Letters and extracts throughout history: Going to school

"My mother, as we drove along in the coach, admonished me that I was now going into the world and must learn to think and act for myself"
August 31, 2020

1746

The historian Edward Gibbon recalls in his autobiography: “In my ninth year I was sent to Kingston-upon-Thames to a school of about 70 boys, which was kept by Dr Wodeson and his assistants. Every time I have since passed over Putney Common, I have always noticed the spot where my mother, as we drove along in the coach, admonished me that I was now going into the world and must learn to think and act for myself.”

1887

Winston Churchill starts cramming for the entrance examination to Harrow School (which he narrowly passes): “I had scarcely passed my 12th birthday when I entered the inhospitable regions of examination, through which for the next seven years I was destined to journey. These examinations were a great trial to me. The subjects which were dearest to the examiners were almost invariably those I fancied least. I would have liked to have been examined in history, poetry and writing essays. The examiners, on the other hand, were partial to Latin and mathematics. But their will prevailed.”

1966

The writer Janice Galloway begins her secondary education at Ardrossan Academy: “The Academy, for all it looked like a brickworks, was a local landmark regarded with pride. In the dim and distant it had been fee-paying: now all you had to do was pass the Qualifying Exam, and its doors were open. My mother had heard of Eton, but had never seen it and never would, but whatever the King’s College of Our Lady of Eton beside Windsor was like, it could not be possibly more top-notch than Ardrossan Academy. Education, she said so again and again, made a difference. It was a passport to getting on via a dedicated process called sticking in, which led by the natural law of fairness to a Better Life.
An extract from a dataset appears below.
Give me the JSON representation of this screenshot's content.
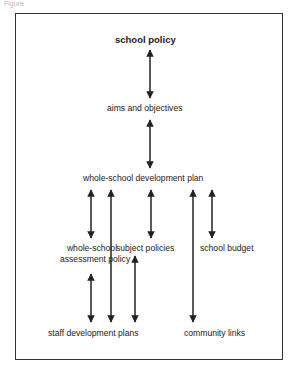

Ardrossan not only provided this opportunity but provided it free. Buying an education, unless it was for children who couldn’t pass exams in the normal way, struck mum as proof that some people had more money than sense and ought to be taxed more. Watching me head off to the fantasy palace of Ardrossan Academy every morning after the ups and downs of Jacks Road Primary must have filled her with wild relief.”